Welcome back to Ancient Wisdom, our Sunday series in which writers over 70 tell us how they are aging gracefully. Last week, Julie Rose, 74, gave us the dos—and don’ts—of good grandparenting. This week, Marty Goldensohn, 78, describes the contentment that an elderly romance can bring.
A couple of years after my dear wife of 41 years passed away, an old friend of ours invited me to a comedy club on Manhattan’s East Side. At one point the comic asked his young audience to raise their hands if they were single. Many did. A widower at age 76, I hardly thought of myself as single, but I was no longer married, so obediently, I lifted my hand a few inches off the table. Instantly, the comic pointed right at me and asked, “What dating app do you use?” In a moment of defensive inspiration, I shot back, “Carbon dating.” I might have gotten the biggest laugh of the night.
But the evening was a serious rite of passage for me. I was grieving—I still am—but I began to accept that I was single again. Wary of having coffee with strange women I’d only met online, I avoided real dating apps like SilverSingles. My hair isn’t silver; it’s missing.
Weeks later, when an opportunity arose to have lunch with a woman I didn’t know but who was close with my circle of friends, I let it happen. She had lost her husband too soon, 20 years back.
We connected, though not with the intensity young people feel when love and longing are emergencies. But with much in common, we happily chatted away like old friends.
Wary of having coffee with strange women I’d only met online, I avoided real dating apps like SilverSingles. My hair isn’t silver; it’s missing.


> _Work to complete_
In the records below, find the line containing "Return *human face*". Restate it and all the lines after it exactly, and omit the rest.

(Dataset entries)
______
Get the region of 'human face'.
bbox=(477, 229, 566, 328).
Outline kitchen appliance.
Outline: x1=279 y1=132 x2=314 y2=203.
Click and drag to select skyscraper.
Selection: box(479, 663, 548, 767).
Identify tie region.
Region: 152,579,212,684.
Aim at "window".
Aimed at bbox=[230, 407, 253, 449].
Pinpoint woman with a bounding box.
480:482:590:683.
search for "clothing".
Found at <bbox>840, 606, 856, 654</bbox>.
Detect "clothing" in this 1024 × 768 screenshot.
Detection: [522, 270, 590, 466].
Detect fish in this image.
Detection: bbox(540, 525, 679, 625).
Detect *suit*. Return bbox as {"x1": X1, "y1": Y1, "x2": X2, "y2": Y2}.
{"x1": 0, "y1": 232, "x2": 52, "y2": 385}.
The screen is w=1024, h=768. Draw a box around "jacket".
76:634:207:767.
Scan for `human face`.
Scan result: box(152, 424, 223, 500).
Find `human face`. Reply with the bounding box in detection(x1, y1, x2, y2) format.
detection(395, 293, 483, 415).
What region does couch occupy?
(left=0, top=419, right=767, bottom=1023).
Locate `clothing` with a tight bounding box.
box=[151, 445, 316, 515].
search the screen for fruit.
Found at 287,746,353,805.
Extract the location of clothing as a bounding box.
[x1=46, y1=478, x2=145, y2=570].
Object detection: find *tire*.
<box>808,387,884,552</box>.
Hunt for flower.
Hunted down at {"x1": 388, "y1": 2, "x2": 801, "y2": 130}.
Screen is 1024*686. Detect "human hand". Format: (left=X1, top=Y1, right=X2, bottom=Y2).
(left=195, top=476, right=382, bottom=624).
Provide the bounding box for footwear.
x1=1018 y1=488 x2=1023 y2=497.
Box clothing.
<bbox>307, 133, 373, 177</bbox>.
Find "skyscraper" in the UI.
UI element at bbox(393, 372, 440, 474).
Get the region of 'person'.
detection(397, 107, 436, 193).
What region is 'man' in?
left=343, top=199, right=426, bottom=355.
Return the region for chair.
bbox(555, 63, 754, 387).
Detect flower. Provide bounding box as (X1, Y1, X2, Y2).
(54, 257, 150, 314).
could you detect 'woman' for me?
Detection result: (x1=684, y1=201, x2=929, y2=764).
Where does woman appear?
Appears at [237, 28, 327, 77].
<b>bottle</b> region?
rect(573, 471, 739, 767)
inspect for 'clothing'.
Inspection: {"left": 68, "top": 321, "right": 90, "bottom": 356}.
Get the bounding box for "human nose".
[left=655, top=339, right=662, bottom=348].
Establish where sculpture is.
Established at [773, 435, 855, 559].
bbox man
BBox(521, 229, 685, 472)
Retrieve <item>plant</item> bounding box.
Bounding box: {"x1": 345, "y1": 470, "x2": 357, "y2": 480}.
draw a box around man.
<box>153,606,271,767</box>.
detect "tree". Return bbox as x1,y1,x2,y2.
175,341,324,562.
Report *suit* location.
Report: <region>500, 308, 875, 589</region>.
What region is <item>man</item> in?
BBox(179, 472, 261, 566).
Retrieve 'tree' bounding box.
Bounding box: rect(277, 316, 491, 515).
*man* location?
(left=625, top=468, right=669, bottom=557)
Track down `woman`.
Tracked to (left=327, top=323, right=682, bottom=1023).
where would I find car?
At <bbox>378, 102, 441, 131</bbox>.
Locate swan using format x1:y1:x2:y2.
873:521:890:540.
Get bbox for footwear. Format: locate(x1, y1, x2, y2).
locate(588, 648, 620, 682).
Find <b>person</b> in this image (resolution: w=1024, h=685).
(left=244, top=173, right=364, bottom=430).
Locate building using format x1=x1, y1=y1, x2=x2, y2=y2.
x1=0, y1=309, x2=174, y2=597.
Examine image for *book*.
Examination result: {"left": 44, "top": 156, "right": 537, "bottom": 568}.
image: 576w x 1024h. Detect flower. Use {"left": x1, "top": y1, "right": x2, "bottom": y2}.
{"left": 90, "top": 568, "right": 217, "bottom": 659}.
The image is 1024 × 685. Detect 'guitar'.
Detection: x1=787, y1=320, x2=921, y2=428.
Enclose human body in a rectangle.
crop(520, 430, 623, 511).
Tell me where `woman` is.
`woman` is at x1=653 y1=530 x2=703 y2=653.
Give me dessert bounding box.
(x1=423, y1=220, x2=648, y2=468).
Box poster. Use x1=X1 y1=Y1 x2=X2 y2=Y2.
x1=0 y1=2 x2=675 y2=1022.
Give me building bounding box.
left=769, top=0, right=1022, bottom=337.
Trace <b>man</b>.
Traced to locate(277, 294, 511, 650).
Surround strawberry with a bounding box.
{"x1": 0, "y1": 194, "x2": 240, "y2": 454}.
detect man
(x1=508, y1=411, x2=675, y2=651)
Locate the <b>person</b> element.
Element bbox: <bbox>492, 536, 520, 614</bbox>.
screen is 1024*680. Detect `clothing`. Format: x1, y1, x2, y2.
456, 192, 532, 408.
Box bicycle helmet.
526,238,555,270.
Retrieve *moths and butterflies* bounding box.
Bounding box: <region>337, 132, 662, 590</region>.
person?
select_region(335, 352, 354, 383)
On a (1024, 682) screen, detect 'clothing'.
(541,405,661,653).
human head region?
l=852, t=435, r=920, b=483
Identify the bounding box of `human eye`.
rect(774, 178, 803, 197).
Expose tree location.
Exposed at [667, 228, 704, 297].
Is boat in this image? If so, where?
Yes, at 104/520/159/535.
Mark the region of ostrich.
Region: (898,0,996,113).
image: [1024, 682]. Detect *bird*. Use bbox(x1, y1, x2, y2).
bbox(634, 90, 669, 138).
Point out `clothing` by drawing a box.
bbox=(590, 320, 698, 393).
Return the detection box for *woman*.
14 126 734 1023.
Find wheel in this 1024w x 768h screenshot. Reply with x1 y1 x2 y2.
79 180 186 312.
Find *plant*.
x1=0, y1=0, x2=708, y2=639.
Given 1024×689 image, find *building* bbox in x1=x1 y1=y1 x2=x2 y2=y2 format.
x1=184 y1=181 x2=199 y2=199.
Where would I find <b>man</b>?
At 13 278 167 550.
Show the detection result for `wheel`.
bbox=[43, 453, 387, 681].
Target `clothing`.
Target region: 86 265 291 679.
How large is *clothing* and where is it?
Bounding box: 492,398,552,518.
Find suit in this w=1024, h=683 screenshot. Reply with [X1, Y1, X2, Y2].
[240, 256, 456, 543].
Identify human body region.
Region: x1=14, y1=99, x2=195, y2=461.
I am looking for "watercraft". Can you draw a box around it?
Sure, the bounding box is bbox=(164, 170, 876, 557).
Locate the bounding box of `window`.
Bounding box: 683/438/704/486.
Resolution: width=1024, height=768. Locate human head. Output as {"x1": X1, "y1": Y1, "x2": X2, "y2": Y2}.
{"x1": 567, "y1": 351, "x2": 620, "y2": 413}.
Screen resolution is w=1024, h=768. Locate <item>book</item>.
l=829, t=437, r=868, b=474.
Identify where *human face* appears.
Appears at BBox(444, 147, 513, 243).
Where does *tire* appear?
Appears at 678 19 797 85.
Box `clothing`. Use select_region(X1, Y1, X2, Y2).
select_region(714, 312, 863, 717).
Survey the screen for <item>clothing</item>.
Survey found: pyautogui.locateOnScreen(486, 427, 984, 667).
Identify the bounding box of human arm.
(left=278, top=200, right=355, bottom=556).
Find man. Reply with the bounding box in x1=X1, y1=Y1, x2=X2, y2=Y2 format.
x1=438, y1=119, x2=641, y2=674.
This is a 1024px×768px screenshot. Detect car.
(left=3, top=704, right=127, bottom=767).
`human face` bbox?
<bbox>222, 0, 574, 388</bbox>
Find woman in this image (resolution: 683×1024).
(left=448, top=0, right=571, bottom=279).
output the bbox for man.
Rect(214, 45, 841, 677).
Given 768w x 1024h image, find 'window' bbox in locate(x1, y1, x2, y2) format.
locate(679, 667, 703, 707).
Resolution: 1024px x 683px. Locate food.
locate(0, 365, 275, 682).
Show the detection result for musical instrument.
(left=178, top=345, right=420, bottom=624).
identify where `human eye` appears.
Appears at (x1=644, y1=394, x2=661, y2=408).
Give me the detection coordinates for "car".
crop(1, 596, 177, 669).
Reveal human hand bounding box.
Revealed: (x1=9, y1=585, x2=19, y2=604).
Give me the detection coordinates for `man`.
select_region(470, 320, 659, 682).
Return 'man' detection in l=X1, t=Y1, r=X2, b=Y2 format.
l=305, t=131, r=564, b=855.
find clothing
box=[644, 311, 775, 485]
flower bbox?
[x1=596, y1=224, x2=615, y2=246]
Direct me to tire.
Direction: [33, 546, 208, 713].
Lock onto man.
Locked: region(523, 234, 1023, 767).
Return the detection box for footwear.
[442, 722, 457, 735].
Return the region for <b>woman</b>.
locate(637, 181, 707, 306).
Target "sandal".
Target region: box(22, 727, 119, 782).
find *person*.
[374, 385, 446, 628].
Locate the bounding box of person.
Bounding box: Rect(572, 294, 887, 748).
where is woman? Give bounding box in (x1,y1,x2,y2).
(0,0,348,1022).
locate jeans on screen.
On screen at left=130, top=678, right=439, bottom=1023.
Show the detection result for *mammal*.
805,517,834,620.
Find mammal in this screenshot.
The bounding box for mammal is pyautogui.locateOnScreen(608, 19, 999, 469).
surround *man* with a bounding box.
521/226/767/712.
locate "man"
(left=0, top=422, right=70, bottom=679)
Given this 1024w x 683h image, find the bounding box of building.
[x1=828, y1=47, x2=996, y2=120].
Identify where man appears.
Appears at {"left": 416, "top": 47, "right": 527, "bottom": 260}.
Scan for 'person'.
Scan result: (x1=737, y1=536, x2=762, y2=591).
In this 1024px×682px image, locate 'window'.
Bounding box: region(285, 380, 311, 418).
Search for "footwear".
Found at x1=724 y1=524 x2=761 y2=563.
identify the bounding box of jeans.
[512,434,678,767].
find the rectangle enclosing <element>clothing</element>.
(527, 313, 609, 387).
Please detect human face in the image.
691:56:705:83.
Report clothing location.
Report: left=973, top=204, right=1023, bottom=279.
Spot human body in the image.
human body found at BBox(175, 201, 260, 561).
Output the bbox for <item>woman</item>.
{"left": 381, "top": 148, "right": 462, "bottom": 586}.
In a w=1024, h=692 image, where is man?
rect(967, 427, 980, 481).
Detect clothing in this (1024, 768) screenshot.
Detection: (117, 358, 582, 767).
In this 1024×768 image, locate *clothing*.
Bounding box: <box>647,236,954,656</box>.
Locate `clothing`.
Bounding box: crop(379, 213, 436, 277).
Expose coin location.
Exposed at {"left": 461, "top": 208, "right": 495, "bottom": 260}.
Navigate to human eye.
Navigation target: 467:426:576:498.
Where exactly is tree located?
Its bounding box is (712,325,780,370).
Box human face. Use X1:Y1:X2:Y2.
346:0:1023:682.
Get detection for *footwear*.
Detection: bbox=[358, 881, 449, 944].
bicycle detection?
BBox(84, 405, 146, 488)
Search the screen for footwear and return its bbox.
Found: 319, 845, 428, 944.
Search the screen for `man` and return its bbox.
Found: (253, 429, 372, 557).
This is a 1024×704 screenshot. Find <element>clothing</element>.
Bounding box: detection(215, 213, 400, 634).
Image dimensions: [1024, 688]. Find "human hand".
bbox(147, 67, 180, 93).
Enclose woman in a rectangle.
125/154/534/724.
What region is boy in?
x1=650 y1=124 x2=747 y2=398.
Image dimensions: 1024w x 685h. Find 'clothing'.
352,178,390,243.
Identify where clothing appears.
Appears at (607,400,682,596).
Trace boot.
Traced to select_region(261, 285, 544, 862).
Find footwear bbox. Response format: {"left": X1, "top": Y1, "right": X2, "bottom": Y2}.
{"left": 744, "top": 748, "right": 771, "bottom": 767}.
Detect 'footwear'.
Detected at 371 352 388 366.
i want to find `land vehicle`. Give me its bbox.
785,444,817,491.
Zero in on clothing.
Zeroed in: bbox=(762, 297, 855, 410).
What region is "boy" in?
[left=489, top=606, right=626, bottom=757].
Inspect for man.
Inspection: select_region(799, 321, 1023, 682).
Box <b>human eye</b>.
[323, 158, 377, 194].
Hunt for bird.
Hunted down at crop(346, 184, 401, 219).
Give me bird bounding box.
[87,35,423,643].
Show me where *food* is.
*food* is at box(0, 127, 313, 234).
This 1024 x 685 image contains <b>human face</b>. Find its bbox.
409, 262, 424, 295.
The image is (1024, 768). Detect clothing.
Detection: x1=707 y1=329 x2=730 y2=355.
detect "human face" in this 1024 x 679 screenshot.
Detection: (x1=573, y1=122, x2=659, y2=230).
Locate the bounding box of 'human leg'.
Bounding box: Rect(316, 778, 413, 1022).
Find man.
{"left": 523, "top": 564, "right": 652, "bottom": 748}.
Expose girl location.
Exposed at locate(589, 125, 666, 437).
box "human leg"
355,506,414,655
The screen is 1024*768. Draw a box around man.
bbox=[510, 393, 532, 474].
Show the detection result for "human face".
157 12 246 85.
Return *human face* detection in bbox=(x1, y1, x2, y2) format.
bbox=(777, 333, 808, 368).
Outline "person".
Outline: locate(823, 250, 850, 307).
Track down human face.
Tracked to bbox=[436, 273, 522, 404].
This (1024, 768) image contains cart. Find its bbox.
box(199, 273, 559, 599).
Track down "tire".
______
> _Written answer_
Return *human face* detection in bbox=(x1, y1, x2, y2) format.
bbox=(777, 333, 808, 368).
Outline "person".
Outline: locate(823, 250, 850, 307).
Track down human face.
Tracked to bbox=[436, 273, 522, 404].
This (1024, 768) image contains cart. Find its bbox.
box(199, 273, 559, 599).
Track down "tire".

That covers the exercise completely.